AMD Ryzen 7 2700 review -
Product Showcase - Ryzen processor
Product Showcase
Alright, it's time for some photos. We received the two Ryzen 2000 Series processors. Once you have one in your hand you realize these actually are a little heavy.
- The Ryzen 7 2700 processor clocks in at a base-clock of 3.2 GHz, yet can Turbo to 4.1 GHz depending on load levels versus active threads.
- The Ryzen 7 2700X clocks in at a base-clock of 3.7 GHz, yet can Turbo to 4.3 GHz depending on load levels versus active threads (with the right conditions).
Once all cores are stressed, the base clock is the leading factor, and a difference of 500 MHz on eight cores between the 2700 and 2700X is just massive. For boost, a non X model overall runs 200 MHz slower.

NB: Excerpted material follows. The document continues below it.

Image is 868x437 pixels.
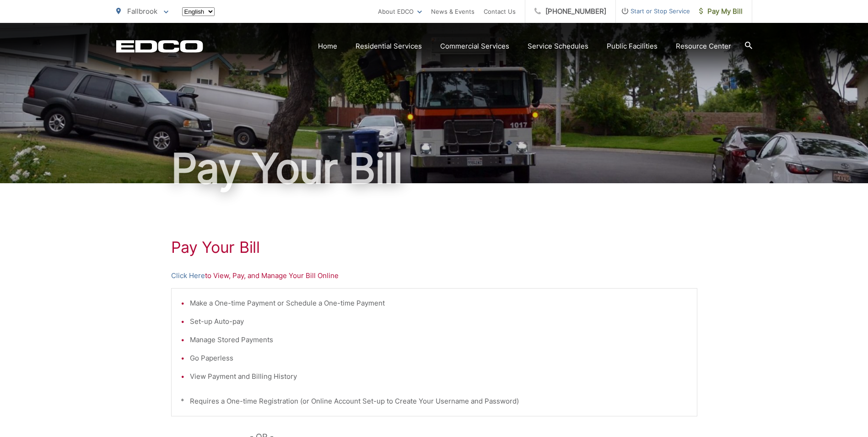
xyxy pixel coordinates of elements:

Given it's an 8-core architecture, AMD is really nicely managing that clock frequency. The Ryzen 7 2700 is physically an 8-core part, it has two CCXes, and each CCX has four cores, which makes it a 4+4 core configuration. Not bad for 299 USD.

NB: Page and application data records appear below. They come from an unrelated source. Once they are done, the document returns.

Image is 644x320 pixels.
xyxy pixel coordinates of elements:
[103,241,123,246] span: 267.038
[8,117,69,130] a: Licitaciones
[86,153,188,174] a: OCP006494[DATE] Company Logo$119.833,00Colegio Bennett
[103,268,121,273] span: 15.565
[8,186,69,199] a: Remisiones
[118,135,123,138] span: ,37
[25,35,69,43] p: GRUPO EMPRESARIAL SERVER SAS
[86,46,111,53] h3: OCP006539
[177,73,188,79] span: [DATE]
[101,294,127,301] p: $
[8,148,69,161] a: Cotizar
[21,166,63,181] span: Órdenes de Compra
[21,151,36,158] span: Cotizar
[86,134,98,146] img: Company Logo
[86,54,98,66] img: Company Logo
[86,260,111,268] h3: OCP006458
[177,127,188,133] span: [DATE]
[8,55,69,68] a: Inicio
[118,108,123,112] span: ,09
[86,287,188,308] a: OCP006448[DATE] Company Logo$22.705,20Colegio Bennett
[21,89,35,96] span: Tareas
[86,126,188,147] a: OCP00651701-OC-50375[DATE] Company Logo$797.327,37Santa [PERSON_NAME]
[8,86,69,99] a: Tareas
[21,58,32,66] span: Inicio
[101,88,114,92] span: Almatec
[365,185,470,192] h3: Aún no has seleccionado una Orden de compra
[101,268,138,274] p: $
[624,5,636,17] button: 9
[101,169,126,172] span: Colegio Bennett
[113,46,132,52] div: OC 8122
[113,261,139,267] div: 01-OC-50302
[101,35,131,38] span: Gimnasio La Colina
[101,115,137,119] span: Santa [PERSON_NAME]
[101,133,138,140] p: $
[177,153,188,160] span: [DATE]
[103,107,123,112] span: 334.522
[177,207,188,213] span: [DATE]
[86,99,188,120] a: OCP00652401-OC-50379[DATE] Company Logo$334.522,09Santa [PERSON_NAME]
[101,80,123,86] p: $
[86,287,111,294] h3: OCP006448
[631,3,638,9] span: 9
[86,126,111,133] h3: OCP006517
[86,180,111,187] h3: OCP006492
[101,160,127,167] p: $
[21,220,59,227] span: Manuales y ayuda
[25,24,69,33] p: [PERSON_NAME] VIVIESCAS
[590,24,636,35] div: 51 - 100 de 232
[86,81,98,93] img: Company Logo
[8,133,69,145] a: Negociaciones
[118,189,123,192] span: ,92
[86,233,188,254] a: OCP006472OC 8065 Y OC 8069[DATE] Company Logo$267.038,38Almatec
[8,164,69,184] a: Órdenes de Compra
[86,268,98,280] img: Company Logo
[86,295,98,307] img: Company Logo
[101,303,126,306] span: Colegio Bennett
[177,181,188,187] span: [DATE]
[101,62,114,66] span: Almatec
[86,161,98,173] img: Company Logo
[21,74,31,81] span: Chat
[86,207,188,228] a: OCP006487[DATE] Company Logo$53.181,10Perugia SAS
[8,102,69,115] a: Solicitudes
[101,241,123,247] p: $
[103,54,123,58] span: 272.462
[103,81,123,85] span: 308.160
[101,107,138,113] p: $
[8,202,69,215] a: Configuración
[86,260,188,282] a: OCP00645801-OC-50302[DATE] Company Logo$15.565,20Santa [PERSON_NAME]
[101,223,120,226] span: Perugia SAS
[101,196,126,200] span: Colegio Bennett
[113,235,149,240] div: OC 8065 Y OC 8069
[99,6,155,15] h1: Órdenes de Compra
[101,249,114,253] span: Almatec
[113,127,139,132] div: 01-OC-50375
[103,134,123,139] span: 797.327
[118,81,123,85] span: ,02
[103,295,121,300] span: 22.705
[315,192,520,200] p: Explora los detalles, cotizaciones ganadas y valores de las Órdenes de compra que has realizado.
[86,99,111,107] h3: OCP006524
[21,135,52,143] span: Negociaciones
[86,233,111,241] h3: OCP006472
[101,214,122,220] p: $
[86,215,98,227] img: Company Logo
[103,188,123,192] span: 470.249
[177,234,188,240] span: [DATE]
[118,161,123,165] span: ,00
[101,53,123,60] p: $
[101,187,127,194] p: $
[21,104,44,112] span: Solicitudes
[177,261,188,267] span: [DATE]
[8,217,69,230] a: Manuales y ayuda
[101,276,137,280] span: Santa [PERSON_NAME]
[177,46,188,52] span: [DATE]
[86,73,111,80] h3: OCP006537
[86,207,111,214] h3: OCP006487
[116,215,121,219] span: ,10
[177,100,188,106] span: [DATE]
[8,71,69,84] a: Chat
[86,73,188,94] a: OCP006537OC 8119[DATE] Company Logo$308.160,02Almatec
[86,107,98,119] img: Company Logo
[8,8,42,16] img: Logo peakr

For best fine-grained Turbo support, we do recommend a series 400 motherboard, X470 of course. Tweak it a little, pop in a mainstream graphics card and you'll have a very sweet gaming rig. Mind you that with a BIOS update the 300 series chipsets will work well. So yes, you can use an X370 motherboard. However, Turbos are more precise on the new X470 series, as well as XFR2.
We test on the X470 chipset today on the Ryzen 7 2700, this is the ROG Crosshair VII HERO (Wi-fi) motherboard.